• [What needs to be done]: Within the entries below, please retype exactly the lines starting with the line that has "Identify the location of text-line: натуральную" and going on through the line that has "The height and width of the screenshot is (364, 597).", but not the pictures.

----------------

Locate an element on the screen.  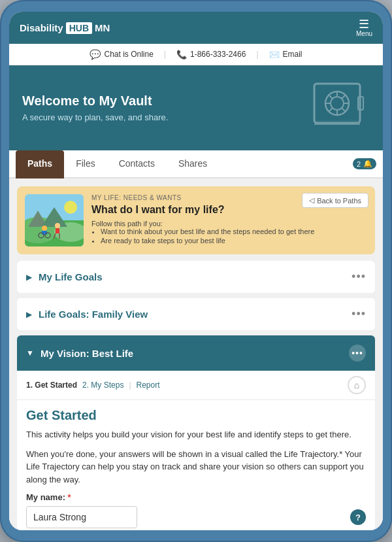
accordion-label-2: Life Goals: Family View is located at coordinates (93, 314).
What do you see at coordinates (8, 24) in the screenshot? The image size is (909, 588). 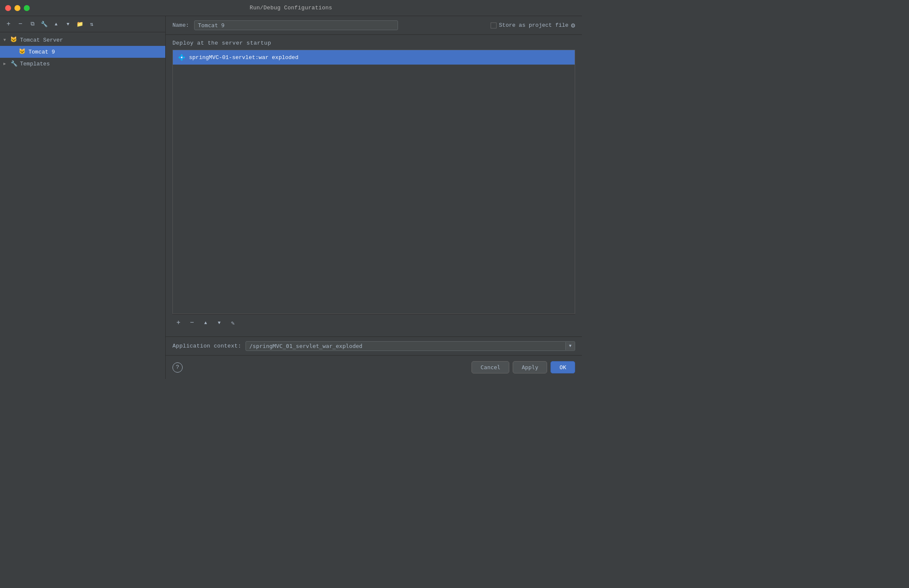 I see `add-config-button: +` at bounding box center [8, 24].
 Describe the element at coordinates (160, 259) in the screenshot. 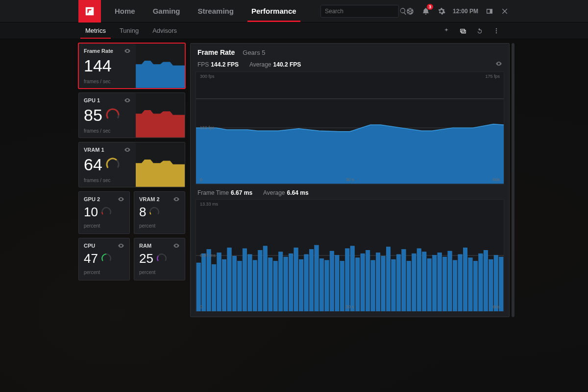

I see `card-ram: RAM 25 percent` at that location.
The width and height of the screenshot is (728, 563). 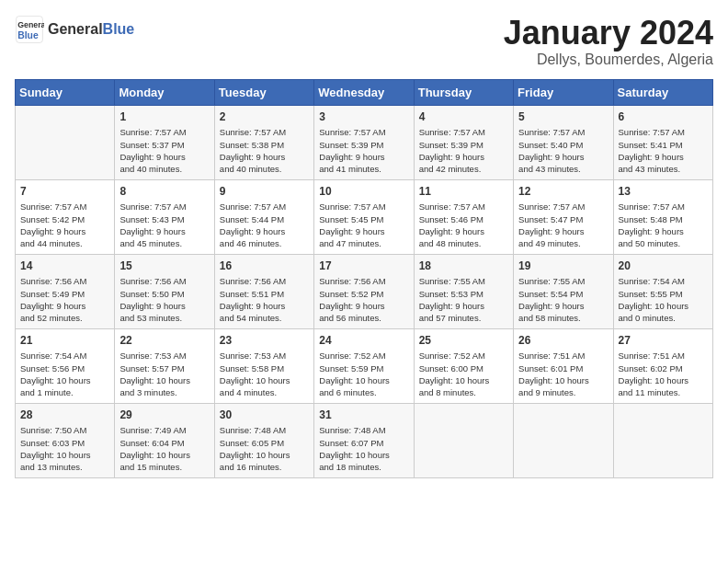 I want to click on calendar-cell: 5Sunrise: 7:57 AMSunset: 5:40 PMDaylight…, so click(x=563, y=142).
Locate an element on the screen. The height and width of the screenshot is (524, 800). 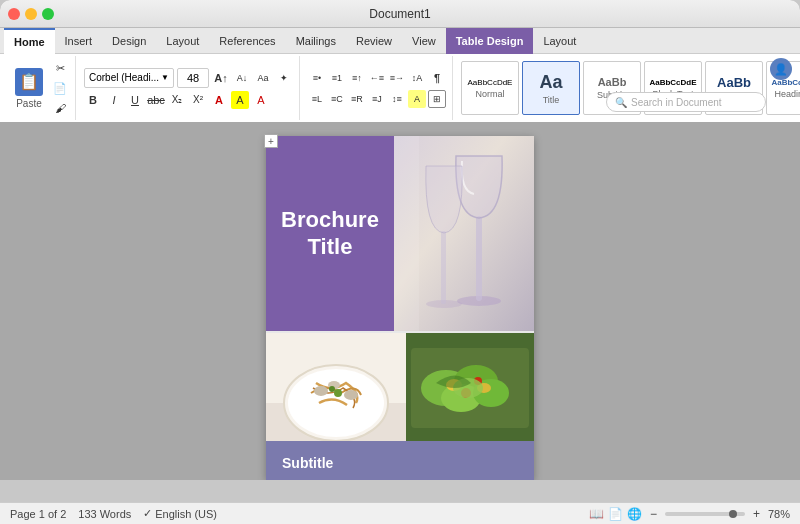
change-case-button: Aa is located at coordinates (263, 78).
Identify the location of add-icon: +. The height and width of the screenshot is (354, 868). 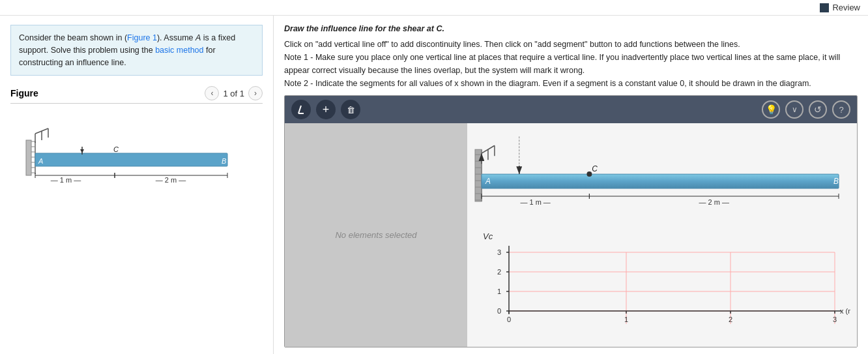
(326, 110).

----------------

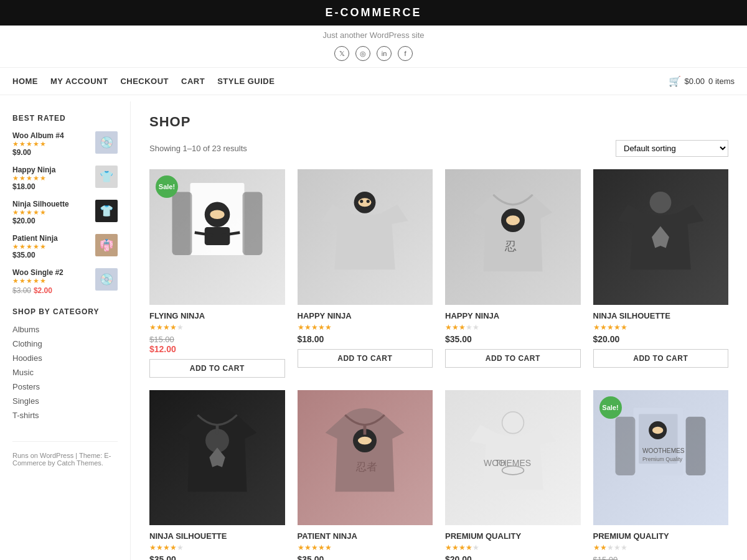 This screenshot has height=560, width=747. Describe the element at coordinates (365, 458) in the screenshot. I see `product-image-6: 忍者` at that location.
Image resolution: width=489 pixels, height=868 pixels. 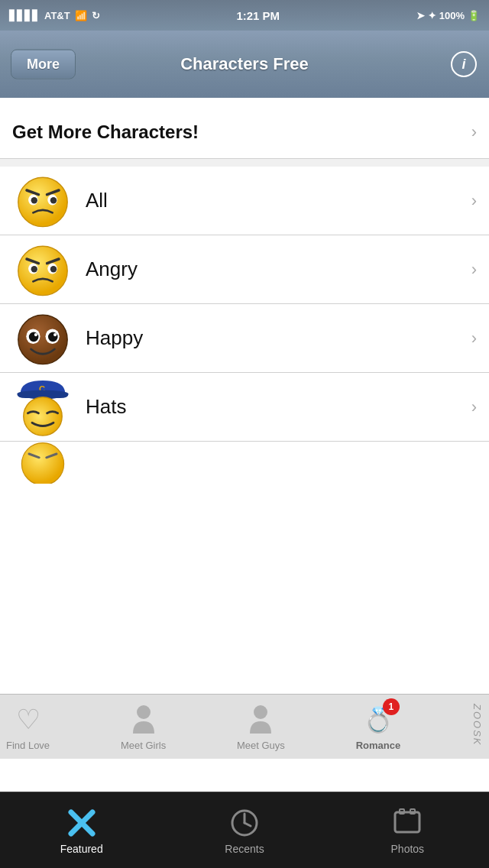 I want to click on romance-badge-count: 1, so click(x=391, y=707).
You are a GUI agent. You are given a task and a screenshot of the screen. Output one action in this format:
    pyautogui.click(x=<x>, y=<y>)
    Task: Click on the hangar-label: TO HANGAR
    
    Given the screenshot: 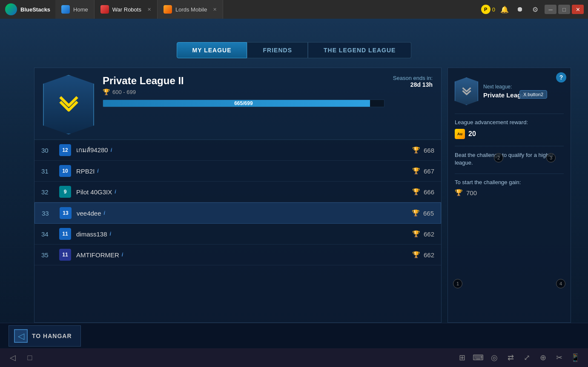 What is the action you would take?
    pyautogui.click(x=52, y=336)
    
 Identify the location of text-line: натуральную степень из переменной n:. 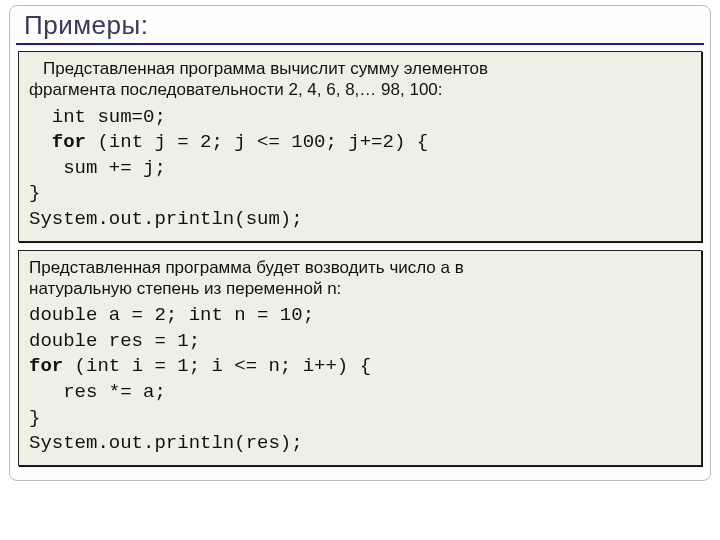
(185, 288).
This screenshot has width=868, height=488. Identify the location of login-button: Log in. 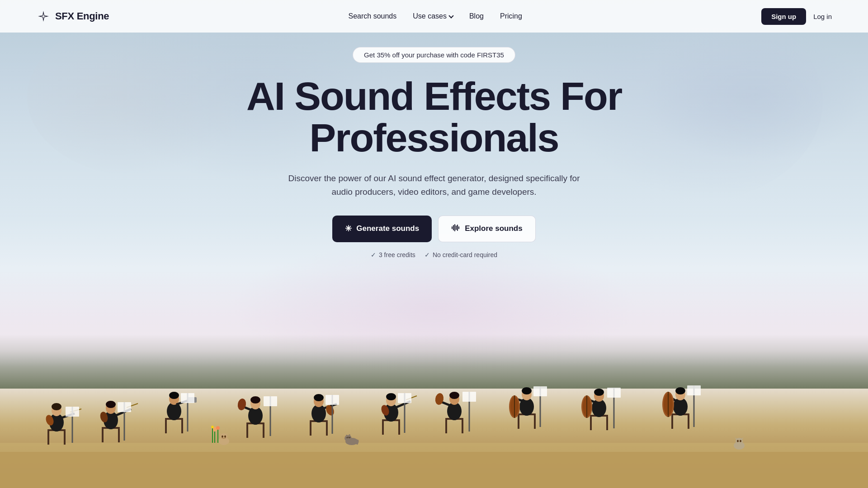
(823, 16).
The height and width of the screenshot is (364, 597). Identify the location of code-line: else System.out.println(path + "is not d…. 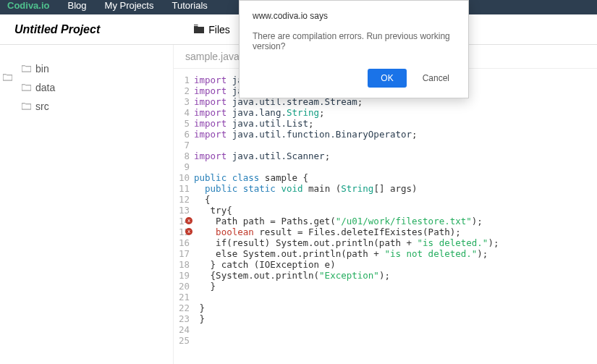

----------------

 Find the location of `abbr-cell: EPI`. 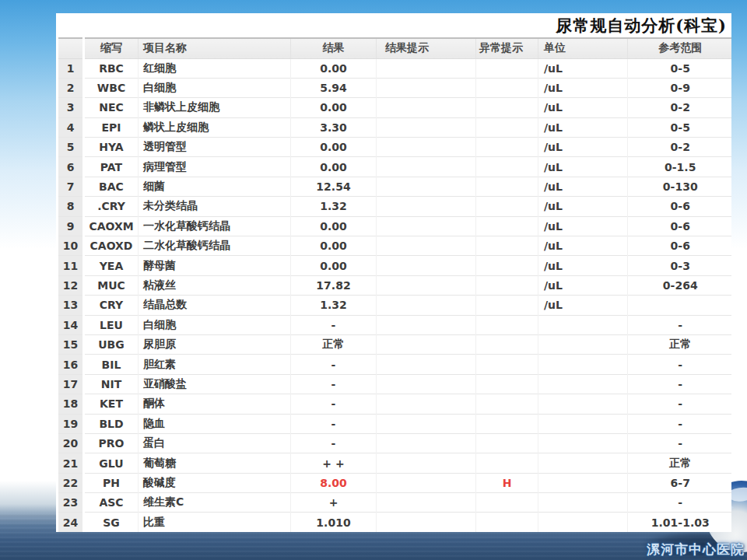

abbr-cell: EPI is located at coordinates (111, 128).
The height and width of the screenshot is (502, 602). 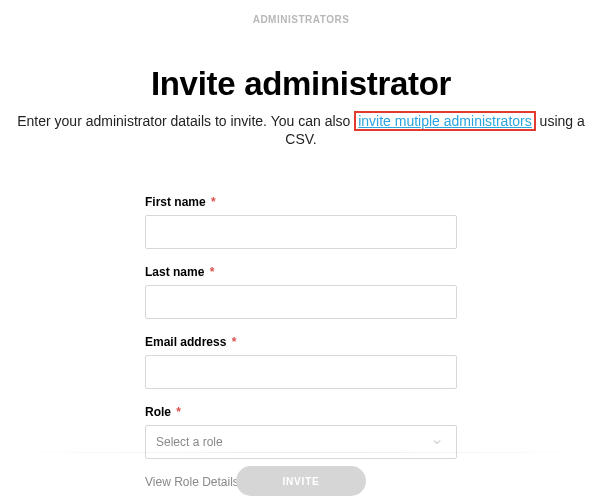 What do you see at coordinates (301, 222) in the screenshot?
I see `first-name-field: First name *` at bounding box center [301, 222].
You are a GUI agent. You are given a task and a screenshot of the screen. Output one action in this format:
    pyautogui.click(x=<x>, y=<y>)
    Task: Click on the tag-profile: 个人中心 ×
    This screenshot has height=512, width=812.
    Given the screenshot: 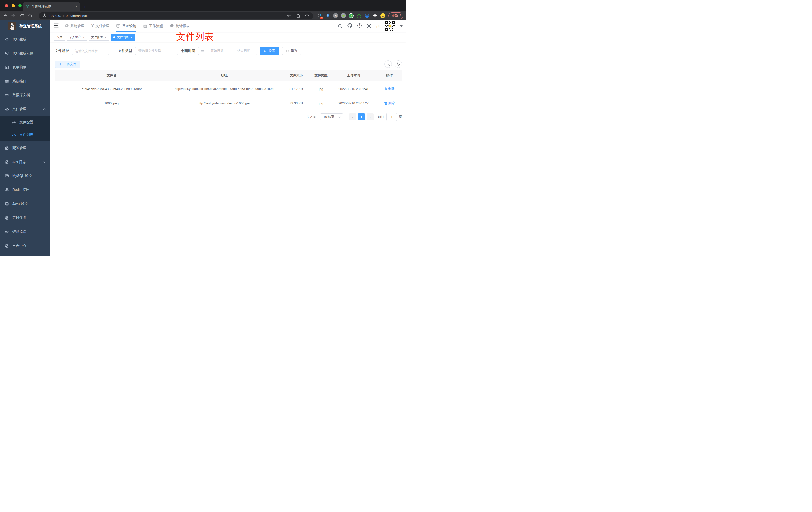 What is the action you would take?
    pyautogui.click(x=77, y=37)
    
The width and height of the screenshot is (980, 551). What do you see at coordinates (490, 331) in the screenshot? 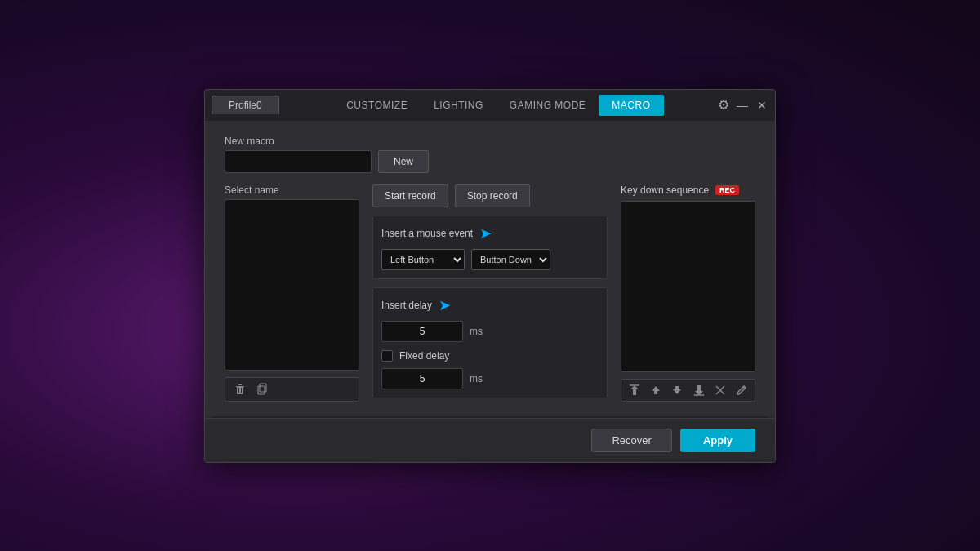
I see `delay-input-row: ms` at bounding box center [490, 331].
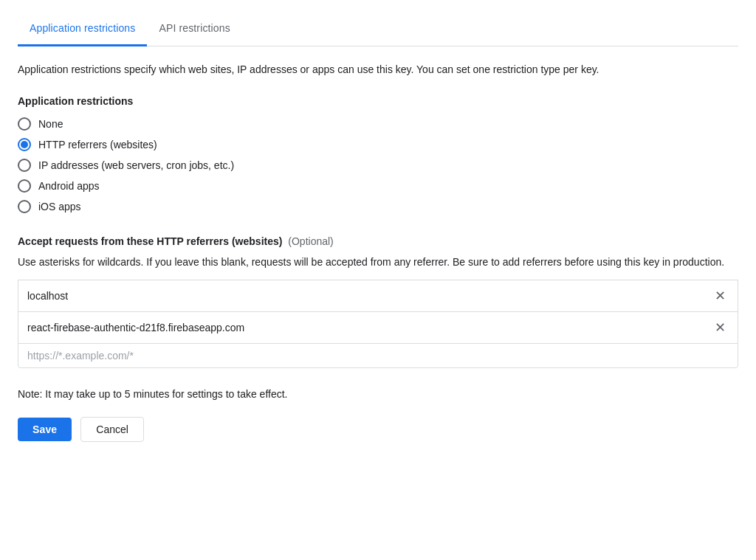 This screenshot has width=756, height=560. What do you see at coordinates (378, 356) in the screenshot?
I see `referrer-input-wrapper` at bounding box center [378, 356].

----------------

• [Task response]:
 Identify the location of text-line: натуральную степень из переменной n:. 
(185, 288).
This screenshot has width=868, height=488. Identify the location of login-button: Log in. 
(823, 16).
The height and width of the screenshot is (364, 597). Identify the location of code-line: else System.out.println(path + "is not d…. 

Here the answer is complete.